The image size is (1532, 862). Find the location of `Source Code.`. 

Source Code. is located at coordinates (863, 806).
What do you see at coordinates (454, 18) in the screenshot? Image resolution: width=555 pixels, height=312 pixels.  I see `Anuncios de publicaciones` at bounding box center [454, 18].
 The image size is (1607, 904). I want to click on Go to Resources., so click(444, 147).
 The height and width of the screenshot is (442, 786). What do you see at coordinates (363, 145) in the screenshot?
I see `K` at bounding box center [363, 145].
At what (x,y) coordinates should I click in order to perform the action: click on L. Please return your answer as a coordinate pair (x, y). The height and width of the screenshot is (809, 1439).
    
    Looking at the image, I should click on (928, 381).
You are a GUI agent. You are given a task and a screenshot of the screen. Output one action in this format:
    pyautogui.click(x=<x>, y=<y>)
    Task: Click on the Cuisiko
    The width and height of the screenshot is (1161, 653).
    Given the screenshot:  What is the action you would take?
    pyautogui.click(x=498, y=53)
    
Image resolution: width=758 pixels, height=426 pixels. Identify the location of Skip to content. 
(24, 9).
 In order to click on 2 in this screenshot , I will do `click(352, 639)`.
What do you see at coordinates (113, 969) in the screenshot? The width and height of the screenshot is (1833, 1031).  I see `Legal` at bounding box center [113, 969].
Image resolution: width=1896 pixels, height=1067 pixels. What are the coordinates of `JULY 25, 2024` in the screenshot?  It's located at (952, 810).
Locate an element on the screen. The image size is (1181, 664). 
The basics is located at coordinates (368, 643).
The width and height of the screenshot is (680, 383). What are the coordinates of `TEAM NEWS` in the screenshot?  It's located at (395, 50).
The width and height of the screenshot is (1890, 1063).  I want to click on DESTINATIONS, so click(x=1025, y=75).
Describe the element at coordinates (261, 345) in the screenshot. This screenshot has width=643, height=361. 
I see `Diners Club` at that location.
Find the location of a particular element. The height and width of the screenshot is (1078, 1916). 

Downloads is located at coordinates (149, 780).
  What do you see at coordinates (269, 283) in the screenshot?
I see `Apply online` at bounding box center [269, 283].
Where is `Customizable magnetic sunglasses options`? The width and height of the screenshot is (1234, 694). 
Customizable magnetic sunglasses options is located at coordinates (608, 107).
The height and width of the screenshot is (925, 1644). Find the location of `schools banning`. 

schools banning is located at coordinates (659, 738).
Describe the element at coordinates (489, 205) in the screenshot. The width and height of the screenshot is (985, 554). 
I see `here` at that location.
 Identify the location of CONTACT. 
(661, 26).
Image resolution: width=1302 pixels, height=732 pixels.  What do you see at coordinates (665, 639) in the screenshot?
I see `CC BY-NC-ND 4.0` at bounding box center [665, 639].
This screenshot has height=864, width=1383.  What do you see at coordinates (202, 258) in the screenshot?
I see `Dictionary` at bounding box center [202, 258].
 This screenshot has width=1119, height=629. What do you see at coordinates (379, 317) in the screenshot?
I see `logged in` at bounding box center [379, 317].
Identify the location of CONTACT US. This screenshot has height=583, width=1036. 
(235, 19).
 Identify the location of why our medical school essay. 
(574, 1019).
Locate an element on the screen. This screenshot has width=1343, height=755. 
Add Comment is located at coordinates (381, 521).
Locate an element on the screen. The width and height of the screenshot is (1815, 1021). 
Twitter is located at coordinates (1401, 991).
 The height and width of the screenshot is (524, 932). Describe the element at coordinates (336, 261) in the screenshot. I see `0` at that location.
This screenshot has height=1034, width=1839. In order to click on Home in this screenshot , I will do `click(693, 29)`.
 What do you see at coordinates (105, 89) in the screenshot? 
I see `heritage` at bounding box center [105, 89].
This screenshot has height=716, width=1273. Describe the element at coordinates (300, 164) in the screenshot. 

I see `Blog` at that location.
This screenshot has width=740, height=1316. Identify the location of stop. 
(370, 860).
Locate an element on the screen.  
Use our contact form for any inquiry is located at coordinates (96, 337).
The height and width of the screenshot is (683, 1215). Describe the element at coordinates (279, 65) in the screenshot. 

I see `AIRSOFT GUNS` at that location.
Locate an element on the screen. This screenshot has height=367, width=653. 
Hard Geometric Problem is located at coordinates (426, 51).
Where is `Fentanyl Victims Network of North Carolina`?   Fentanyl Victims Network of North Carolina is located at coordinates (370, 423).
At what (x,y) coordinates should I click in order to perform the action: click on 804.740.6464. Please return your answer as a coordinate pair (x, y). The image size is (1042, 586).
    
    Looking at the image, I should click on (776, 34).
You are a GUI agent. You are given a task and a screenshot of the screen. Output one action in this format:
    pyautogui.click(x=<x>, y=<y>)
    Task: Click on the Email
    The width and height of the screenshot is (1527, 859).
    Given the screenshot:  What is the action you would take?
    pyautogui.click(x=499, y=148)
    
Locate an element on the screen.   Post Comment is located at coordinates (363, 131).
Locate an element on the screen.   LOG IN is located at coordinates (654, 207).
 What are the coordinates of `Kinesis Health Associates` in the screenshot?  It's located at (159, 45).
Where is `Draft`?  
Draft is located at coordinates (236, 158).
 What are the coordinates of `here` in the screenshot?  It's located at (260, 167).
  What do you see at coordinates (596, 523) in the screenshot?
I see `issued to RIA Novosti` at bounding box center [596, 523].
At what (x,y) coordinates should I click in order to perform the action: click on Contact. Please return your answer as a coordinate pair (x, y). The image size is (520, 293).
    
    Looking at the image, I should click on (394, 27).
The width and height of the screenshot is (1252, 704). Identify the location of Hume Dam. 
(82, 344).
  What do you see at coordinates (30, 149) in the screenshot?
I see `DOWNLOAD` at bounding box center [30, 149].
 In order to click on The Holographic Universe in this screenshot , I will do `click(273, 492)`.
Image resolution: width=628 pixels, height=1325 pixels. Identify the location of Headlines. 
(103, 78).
----
## [How to complete this task]
In your response, give all the records again with nothing altered.

## [Reply to the exercise]
The image size is (1532, 862). Find the location of `Source Code.`. 

Source Code. is located at coordinates (863, 806).
What do you see at coordinates (454, 18) in the screenshot? Image resolution: width=555 pixels, height=312 pixels.  I see `Anuncios de publicaciones` at bounding box center [454, 18].
 The image size is (1607, 904). I want to click on Go to Resources., so click(444, 147).
 The height and width of the screenshot is (442, 786). What do you see at coordinates (363, 145) in the screenshot?
I see `K` at bounding box center [363, 145].
At what (x,y) coordinates should I click in order to perform the action: click on L. Please return your answer as a coordinate pair (x, y). The height and width of the screenshot is (809, 1439).
    
    Looking at the image, I should click on (928, 381).
You are a GUI agent. You are given a task and a screenshot of the screen. Output one action in this format:
    pyautogui.click(x=<x>, y=<y>)
    Task: Click on the Cuisiko
    The width and height of the screenshot is (1161, 653).
    Given the screenshot:  What is the action you would take?
    pyautogui.click(x=498, y=53)
    
Image resolution: width=758 pixels, height=426 pixels. Identify the location of Skip to content. 
(24, 9).
 In order to click on 2 in this screenshot , I will do `click(352, 639)`.
What do you see at coordinates (113, 969) in the screenshot? The width and height of the screenshot is (1833, 1031).  I see `Legal` at bounding box center [113, 969].
Image resolution: width=1896 pixels, height=1067 pixels. What are the coordinates of `JULY 25, 2024` in the screenshot?  It's located at (952, 810).
Locate an element on the screen. The image size is (1181, 664). 
The basics is located at coordinates (368, 643).
The width and height of the screenshot is (680, 383). What are the coordinates of `TEAM NEWS` in the screenshot?  It's located at (395, 50).
The width and height of the screenshot is (1890, 1063).  I want to click on DESTINATIONS, so click(x=1025, y=75).
Describe the element at coordinates (261, 345) in the screenshot. This screenshot has width=643, height=361. 
I see `Diners Club` at that location.
Find the location of a particular element. The height and width of the screenshot is (1078, 1916). 

Downloads is located at coordinates (149, 780).
  What do you see at coordinates (269, 283) in the screenshot?
I see `Apply online` at bounding box center [269, 283].
Where is `Customizable magnetic sunglasses options`? The width and height of the screenshot is (1234, 694). 
Customizable magnetic sunglasses options is located at coordinates (608, 107).
The height and width of the screenshot is (925, 1644). Find the location of `schools banning`. 

schools banning is located at coordinates (659, 738).
Describe the element at coordinates (489, 205) in the screenshot. The width and height of the screenshot is (985, 554). 
I see `here` at that location.
 Identify the location of CONTACT. 
(661, 26).
Image resolution: width=1302 pixels, height=732 pixels.  What do you see at coordinates (665, 639) in the screenshot?
I see `CC BY-NC-ND 4.0` at bounding box center [665, 639].
This screenshot has height=864, width=1383.  What do you see at coordinates (202, 258) in the screenshot?
I see `Dictionary` at bounding box center [202, 258].
 This screenshot has width=1119, height=629. What do you see at coordinates (379, 317) in the screenshot?
I see `logged in` at bounding box center [379, 317].
Identify the location of CONTACT US. This screenshot has height=583, width=1036. 
(235, 19).
 Identify the location of why our medical school essay. 
(574, 1019).
Locate an element on the screen. This screenshot has width=1343, height=755. 
Add Comment is located at coordinates (381, 521).
Locate an element on the screen. The width and height of the screenshot is (1815, 1021). 
Twitter is located at coordinates (1401, 991).
 The height and width of the screenshot is (524, 932). Describe the element at coordinates (336, 261) in the screenshot. I see `0` at that location.
This screenshot has height=1034, width=1839. In order to click on Home in this screenshot , I will do `click(693, 29)`.
 What do you see at coordinates (105, 89) in the screenshot? 
I see `heritage` at bounding box center [105, 89].
This screenshot has height=716, width=1273. Describe the element at coordinates (300, 164) in the screenshot. 

I see `Blog` at that location.
This screenshot has width=740, height=1316. Identify the location of stop. 
(370, 860).
Locate an element on the screen.  
Use our contact form for any inquiry is located at coordinates (96, 337).
The height and width of the screenshot is (683, 1215). Describe the element at coordinates (279, 65) in the screenshot. 

I see `AIRSOFT GUNS` at that location.
Locate an element on the screen. This screenshot has height=367, width=653. 
Hard Geometric Problem is located at coordinates (426, 51).
Where is `Fentanyl Victims Network of North Carolina`?   Fentanyl Victims Network of North Carolina is located at coordinates (370, 423).
At what (x,y) coordinates should I click in order to perform the action: click on 804.740.6464. Please return your answer as a coordinate pair (x, y). The image size is (1042, 586).
    
    Looking at the image, I should click on (776, 34).
You are a GUI agent. You are given a task and a screenshot of the screen. Output one action in this format:
    pyautogui.click(x=<x>, y=<y>)
    Task: Click on the Email
    The width and height of the screenshot is (1527, 859).
    Given the screenshot:  What is the action you would take?
    pyautogui.click(x=499, y=148)
    
Locate an element on the screen.   Post Comment is located at coordinates (363, 131).
Locate an element on the screen.   LOG IN is located at coordinates (654, 207).
 What are the coordinates of `Kinesis Health Associates` in the screenshot?  It's located at (159, 45).
Where is `Draft`?  
Draft is located at coordinates (236, 158).
 What are the coordinates of `here` in the screenshot?  It's located at (260, 167).
  What do you see at coordinates (596, 523) in the screenshot?
I see `issued to RIA Novosti` at bounding box center [596, 523].
At what (x,y) coordinates should I click in order to perform the action: click on Contact. Please return your answer as a coordinate pair (x, y). The image size is (520, 293).
    
    Looking at the image, I should click on (394, 27).
The width and height of the screenshot is (1252, 704). Identify the location of Hume Dam. 
(82, 344).
  What do you see at coordinates (30, 149) in the screenshot?
I see `DOWNLOAD` at bounding box center [30, 149].
 In order to click on The Holographic Universe in this screenshot , I will do `click(273, 492)`.
Image resolution: width=628 pixels, height=1325 pixels. Identify the location of Headlines. 
(103, 78).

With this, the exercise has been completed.